PREMIUM
My Word

A big, wet, deep green connection

Wet and wonderful: Bushland around Shepparton can provide places of solace away from the noise of the world.

It’s been a wet week.

One small three-letter word is enough to describe these past few days.

The earth is full to the brim, like a giant overlapping bucket of water, the trees are dripping, and the bush is again sprinkled with waterholes and streams.

The English response to Australia’s daring cricket victory was wet.

Donald Trump Jr’s cancelling of his anti-cancel culture tour of Australia was wet.

The giant new political canvas being created to give Indigenous Australians a voice in parliament has been muddied by doubt and fear while the paint is still wet.

When our kitchen ceiling sprung a leak, it seemed like winter was intent on telling us something. It only dripped for an hour and then stopped. So, in a perfect metaphor of the global response to climate change, I ignored it because the prospect of tearing half the roof off to find the cause was just too complicated and expensive.

So, I kept on listening to the news and the weather reports.

But if you pay too much attention to the world, things get crowded and noisy even inside your own small house.

Eventually, I braved the rain and went for a walk with Finn in the sodden bush.

The trees, normally cream and rust-coloured, were silvery grey and dark. The sky was low and close. The ground beneath our feet was soft and yielding like a sponge.

It threatened to give way and swallow us as I picked my way across the muddy trenches left by four-wheel drives and motorbikes. Goodness knows how deep they were. Finn raced around, his old bones given new life by the cold air and the damp decay of wood and animal droppings.

Eventually I was forced off the beaten and waterlogged track into virgin territory because the imprint of human activity was just too dangerous and messy to negotiate. The gums towered above me and the ground was a carpet of green, mostly oxalis, but it was a vivid, surreal lemony green. An old fallen tree lay next to me, sinking silently into the soil as emerald moss crept across its dark trunk. I stood still and breathed in this funk of decay and timeless transformation.

Then, out of the stillness, I heard whistling. A chorus of descending whistles travelled through the trees like the soft unfurling of an invisible curtain. I stood and shivered as I listened to the whistling. It was ghostly and unsettling. For a split second I felt the presence of something watching me. It wasn’t threatening; it was a gentle gaze, inviting and ancient.

Afterwards I was told the whistling was probably currawongs calling to each other. To me, the sound was primordial and took me out of the moment.

At the time, standing in the dripping bush, I thought this must be the sort of connection Indigenous peoples across the world feel to the land that has been taken and so irrevocably changed for commercial gain. Nothing much remains of their ancestors’ homes, just as hardly anything remains of my ancestors’ beginnings in the forests and caves of the northlands. What does remain, however, is a feeling of connection to something bigger than us.

Occasionally, in a few special places and moments, the veil is lifted, and we catch a glimpse of the big wheel and our place in it.

These places and moments are only ever found in nature, and we are so lucky here in Shepparton to be surrounded by forests and rivers. Despite its clumsy human footprint, our bushland can still be a sacred place, with doorways to eternity.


_YOUR INSTRUCTIONS:_ Among the records below, find the lines with the word "correct" and copy them.

──────── RECORD SET ────────

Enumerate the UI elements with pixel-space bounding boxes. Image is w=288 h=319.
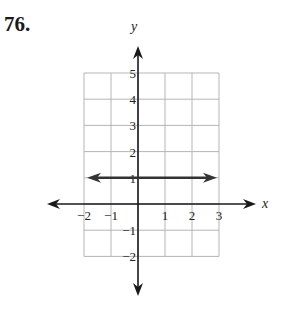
x-tick-label: −2	[77, 208, 91, 223]
coordinate-plane: −2−112354321−1−2 x y	[0, 0, 288, 319]
tick-labels: −2−112354321−1−2	[77, 66, 222, 264]
y-tick-label: 4	[130, 92, 137, 107]
y-tick-label: 5	[130, 66, 137, 81]
y-tick-label: 2	[130, 145, 137, 160]
x-tick-label: 1	[162, 208, 169, 223]
plotted-line	[87, 173, 217, 183]
grid	[84, 73, 219, 256]
x-tick-label: 3	[216, 208, 223, 223]
y-tick-label: 3	[130, 118, 137, 133]
axes	[47, 46, 256, 296]
y-tick-label: −1	[122, 223, 136, 238]
y-axis-label: y	[129, 19, 138, 34]
y-tick-label: −2	[122, 249, 136, 264]
x-axis-label: x	[261, 196, 269, 211]
x-tick-label: 2	[189, 208, 196, 223]
x-tick-label: −1	[104, 208, 118, 223]
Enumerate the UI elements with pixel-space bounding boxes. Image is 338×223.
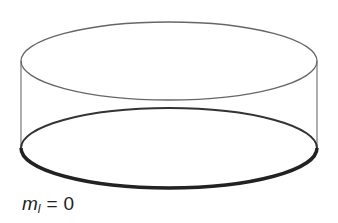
label-subscript: l bbox=[38, 202, 41, 216]
label-equals: = bbox=[47, 193, 58, 214]
bottom-ring-thick-front bbox=[21, 148, 317, 188]
top-ellipse bbox=[21, 22, 317, 100]
label-symbol: m bbox=[22, 193, 38, 214]
cylinder-diagram bbox=[0, 0, 338, 223]
label-value: 0 bbox=[64, 193, 75, 214]
quantum-number-label: ml=0 bbox=[22, 193, 74, 216]
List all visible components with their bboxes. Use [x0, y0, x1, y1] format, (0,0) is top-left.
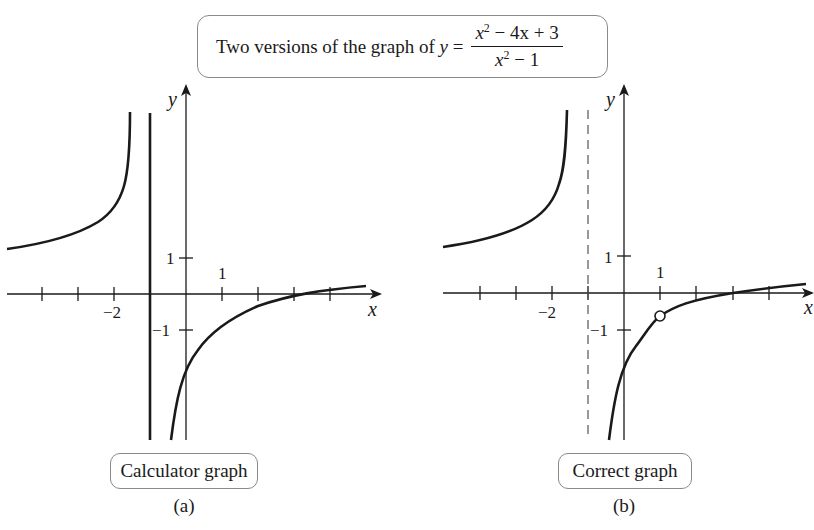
right-branch-curve: [609, 284, 806, 440]
y-axis-label: y: [166, 88, 177, 111]
tick-label-x-neg2: −2: [538, 303, 556, 322]
panel-label-b: (b): [594, 495, 654, 517]
tick-label-y-neg1: −1: [590, 321, 608, 340]
tick-label-y-1: 1: [166, 249, 175, 268]
y-axis-label: y: [604, 88, 615, 111]
left-branch-curve: [443, 110, 567, 247]
tick-label-x-1: 1: [656, 263, 665, 282]
tick-label-x-neg2: −2: [103, 303, 121, 322]
calculator-graph: −2 1 1 −1 y x: [7, 86, 380, 440]
correct-graph: −2 1 1 −1 y x: [443, 86, 813, 440]
tick-label-y-neg1: −1: [152, 321, 170, 340]
right-branch-curve: [171, 286, 366, 440]
hole-marker-open-circle: [655, 311, 665, 321]
left-branch-curve: [7, 112, 130, 249]
x-axis-label: x: [367, 298, 377, 320]
panel-label-a: (a): [154, 495, 214, 517]
tick-label-y-1: 1: [604, 248, 613, 267]
calculator-graph-caption: Calculator graph: [110, 453, 258, 489]
plots-canvas: −2 1 1 −1 y x −2 1 1 −1 y x: [0, 0, 814, 530]
x-axis-label: x: [803, 296, 813, 318]
tick-label-x-1: 1: [218, 264, 227, 283]
correct-graph-caption: Correct graph: [558, 453, 692, 489]
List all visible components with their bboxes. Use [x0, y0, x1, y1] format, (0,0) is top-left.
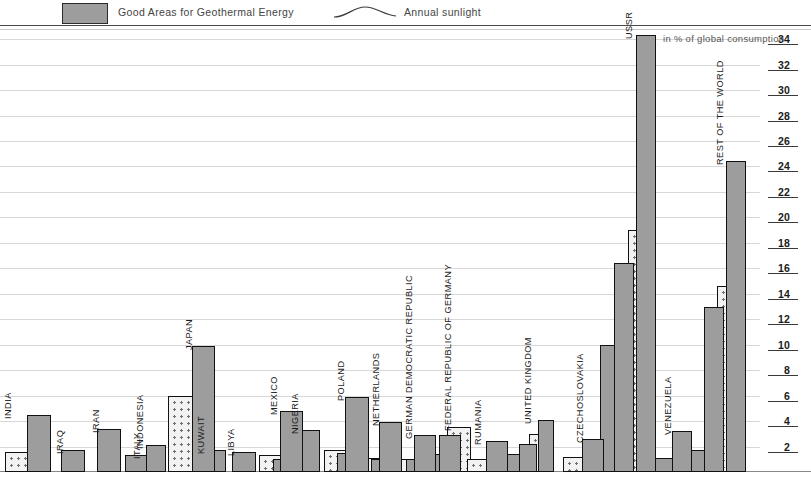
bar	[439, 435, 461, 472]
bar	[704, 307, 724, 472]
category-label: USSR	[624, 12, 634, 39]
category-label: NETHERLANDS	[371, 353, 381, 426]
category-label: REST OF THE WORLD	[715, 61, 725, 166]
bar	[27, 415, 51, 472]
bar-group: REST OF THE WORLD	[691, 30, 753, 472]
category-label: JAPAN	[184, 319, 194, 350]
bar	[486, 441, 508, 472]
bar-group: IRAN	[97, 30, 123, 472]
category-label: KUWAIT	[196, 416, 206, 454]
bar	[726, 161, 746, 472]
y-axis-tick-label: 14	[764, 288, 790, 300]
bar-group: USSR	[600, 30, 660, 472]
geothermal-swatch-icon	[62, 3, 108, 24]
bar	[614, 263, 634, 472]
category-label: NIGERIA	[290, 393, 300, 434]
bar	[414, 435, 436, 472]
bar	[519, 444, 537, 472]
category-label: VENEZUELA	[663, 377, 673, 436]
category-label: INDIA	[3, 392, 13, 419]
y-axis-tick-label: 30	[764, 84, 790, 96]
chart-legend: Good Areas for Geothermal Energy Annual …	[0, 0, 811, 26]
category-label: IRAN	[91, 409, 101, 433]
legend-geothermal-label: Good Areas for Geothermal Energy	[118, 6, 294, 18]
bar	[636, 35, 656, 472]
category-label: RUMANIA	[473, 400, 483, 446]
bar-group: IRAQ	[61, 30, 87, 472]
y-axis-tick-label: 20	[764, 211, 790, 223]
chart-root: Good Areas for Geothermal Energy Annual …	[0, 0, 811, 487]
category-label: UNITED KINGDOM	[523, 337, 533, 424]
bar	[5, 452, 29, 472]
category-label: CZECHOSLOVAKIA	[575, 353, 585, 443]
bar-group: UNITED KINGDOM	[507, 30, 559, 472]
category-label: POLAND	[336, 360, 346, 400]
category-label: LIBYA	[226, 428, 236, 456]
bar	[672, 431, 692, 472]
category-label: IRAQ	[55, 430, 65, 454]
y-axis-tick-label: 32	[764, 59, 790, 71]
y-axis-tick-label: 4	[764, 415, 790, 427]
plot-area: INDIAIRAQIRANINDONESIAITALYJAPANKUWAITLI…	[0, 30, 811, 472]
bar-group: RUMANIA	[467, 30, 512, 472]
bar	[168, 396, 193, 472]
category-label: MEXICO	[269, 376, 279, 415]
bar-group: NIGERIA	[296, 30, 322, 472]
bar-group: INDIA	[5, 30, 53, 472]
legend-sunlight-label: Annual sunlight	[404, 6, 481, 18]
y-axis-tick-label: 12	[764, 313, 790, 325]
bar	[345, 397, 369, 472]
category-label: ITALY	[132, 433, 142, 459]
y-axis-tick-label: 16	[764, 262, 790, 274]
y-axis-tick-label: 8	[764, 364, 790, 376]
y-axis-tick-label: 26	[764, 135, 790, 147]
y-axis-tick-label: 6	[764, 390, 790, 402]
y-axis-tick-label: 10	[764, 339, 790, 351]
bar	[379, 422, 402, 472]
bar	[538, 420, 554, 472]
y-axis-tick-label: 24	[764, 160, 790, 172]
category-label: FEDERAL REPUBLIC OF GERMANY	[443, 264, 453, 431]
bar	[97, 429, 121, 472]
axis-note: in % of global consumption	[663, 33, 784, 44]
category-label: GERMAN DEMOCRATIC REPUBLIC	[404, 275, 414, 439]
y-axis-tick-label: 2	[764, 441, 790, 453]
y-axis-tick-label: 18	[764, 237, 790, 249]
y-axis-tick-label: 22	[764, 186, 790, 198]
annual-sunlight-curve-icon	[333, 4, 397, 20]
bar	[146, 445, 166, 472]
y-axis-tick-label: 28	[764, 110, 790, 122]
bar	[582, 439, 604, 472]
legend-divider	[0, 25, 811, 26]
bar-group: LIBYA	[232, 30, 258, 472]
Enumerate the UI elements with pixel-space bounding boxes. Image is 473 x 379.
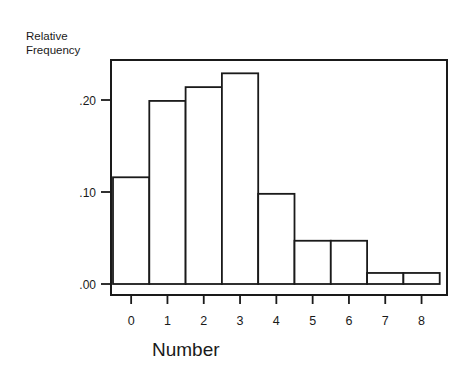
y-tick-label: .00 (79, 278, 96, 292)
x-tick-label: 7 (382, 314, 389, 328)
y-tick-label: .20 (79, 94, 96, 108)
x-tick-label: 6 (345, 314, 352, 328)
bar-4 (258, 194, 294, 284)
bar-5 (295, 241, 331, 284)
x-tick-label: 5 (309, 314, 316, 328)
bar-0 (113, 177, 149, 284)
x-tick-label: 4 (273, 314, 280, 328)
x-tick-label: 2 (200, 314, 207, 328)
bar-7 (367, 273, 403, 284)
bar-6 (331, 241, 367, 284)
histogram-chart: .00.10.20012345678 (0, 0, 473, 379)
x-tick-label: 1 (164, 314, 171, 328)
x-tick-label: 0 (128, 314, 135, 328)
bar-2 (186, 87, 222, 284)
x-tick-label: 8 (418, 314, 425, 328)
bar-8 (403, 273, 439, 284)
x-tick-label: 3 (237, 314, 244, 328)
bar-3 (222, 73, 258, 284)
bar-1 (149, 101, 185, 284)
y-tick-label: .10 (79, 186, 96, 200)
x-axis-label: Number (152, 339, 220, 361)
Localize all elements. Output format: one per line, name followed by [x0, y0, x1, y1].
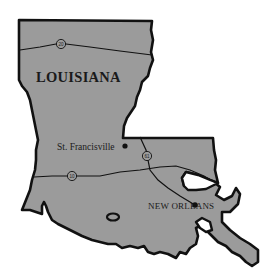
city-dot-new-orleans: [192, 202, 198, 208]
city-label-st-francisville: St. Francisville: [57, 142, 115, 152]
shield-i10-label: 10: [69, 174, 75, 179]
city-label-new-orleans: NEW ORLEANS: [148, 201, 214, 211]
shield-i20: 20: [56, 39, 65, 48]
city-dot-st-francisville: [122, 143, 127, 148]
louisiana-map: 20 61 10 LOUISIANA St. Francisville NEW …: [0, 0, 271, 279]
state-outline: [19, 20, 258, 266]
shield-us61-label: 61: [144, 154, 150, 159]
island: [107, 214, 119, 221]
shield-i10: 10: [67, 171, 76, 180]
shield-us61: 61: [142, 151, 151, 160]
state-title: LOUISIANA: [36, 69, 121, 85]
shield-i20-label: 20: [58, 42, 64, 47]
map-svg: 20 61 10 LOUISIANA St. Francisville NEW …: [0, 0, 271, 279]
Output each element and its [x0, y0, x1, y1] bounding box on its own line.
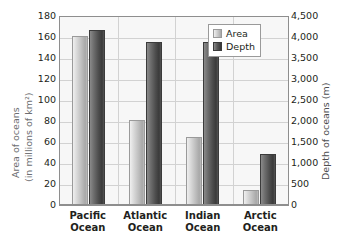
axis-tick-label: 2,500	[291, 95, 318, 105]
category-label: IndianOcean	[174, 210, 232, 234]
axis-tick-label: 3,000	[291, 74, 318, 84]
bar-area	[186, 137, 202, 205]
left-axis-title-line1: Area of oceans	[10, 107, 21, 178]
axis-tick-label: 80	[44, 116, 56, 126]
bar-group	[117, 17, 174, 205]
bar-chart: 180160140120100806040200 4,5004,0003,500…	[0, 0, 340, 243]
axis-tick-label: 100	[38, 95, 56, 105]
category-labels: PacificOceanAtlanticOceanIndianOceanArct…	[59, 210, 289, 234]
legend-swatch-depth-icon	[213, 42, 222, 51]
bar-depth	[260, 154, 276, 205]
category-label: AtlanticOcean	[117, 210, 175, 234]
axis-tick-label: 2,000	[291, 116, 318, 126]
axis-tick-label: 3,500	[291, 53, 318, 63]
bar-depth	[146, 42, 162, 205]
axis-tick-label: 500	[291, 179, 309, 189]
axis-tick-label: 1,000	[291, 158, 318, 168]
legend-label-depth: Depth	[226, 42, 255, 52]
axis-baseline	[60, 204, 288, 205]
axis-tick-label: 60	[44, 137, 56, 147]
axis-tick-label: 1,500	[291, 137, 318, 147]
bar-area	[72, 36, 88, 205]
category-label: ArcticOcean	[232, 210, 290, 234]
axis-tick-label: 160	[38, 32, 56, 42]
legend-swatch-area-icon	[213, 29, 222, 38]
axis-tick-label: 20	[44, 179, 56, 189]
chart-title-clipped	[57, 0, 207, 3]
bar-depth	[89, 30, 105, 205]
category-label: PacificOcean	[59, 210, 117, 234]
bar-area	[243, 190, 259, 205]
axis-tick-label: 120	[38, 74, 56, 84]
axis-tick-label: 0	[50, 200, 56, 210]
axis-tick-label: 4,000	[291, 32, 318, 42]
legend-item-area: Area	[213, 27, 255, 40]
bar-depth	[203, 42, 219, 205]
bar-group	[60, 17, 117, 205]
axis-tick-label: 0	[291, 200, 297, 210]
left-axis-title-line2: (in millions of km²)	[23, 93, 34, 182]
axis-tick-label: 140	[38, 53, 56, 63]
legend-item-depth: Depth	[213, 40, 255, 53]
axis-tick-label: 40	[44, 158, 56, 168]
axis-tick-label: 180	[38, 11, 56, 21]
legend: Area Depth	[208, 24, 261, 57]
axis-tick-label: 4,500	[291, 11, 318, 21]
right-axis-title: Depth of oceans (m)	[320, 83, 331, 181]
legend-label-area: Area	[226, 29, 248, 39]
bar-area	[129, 120, 145, 205]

────────

_SOLUTION:_
correct-graph: −2 1 1 −1 y x: [443, 86, 813, 440]
correct-graph-caption: Correct graph: [558, 453, 692, 489]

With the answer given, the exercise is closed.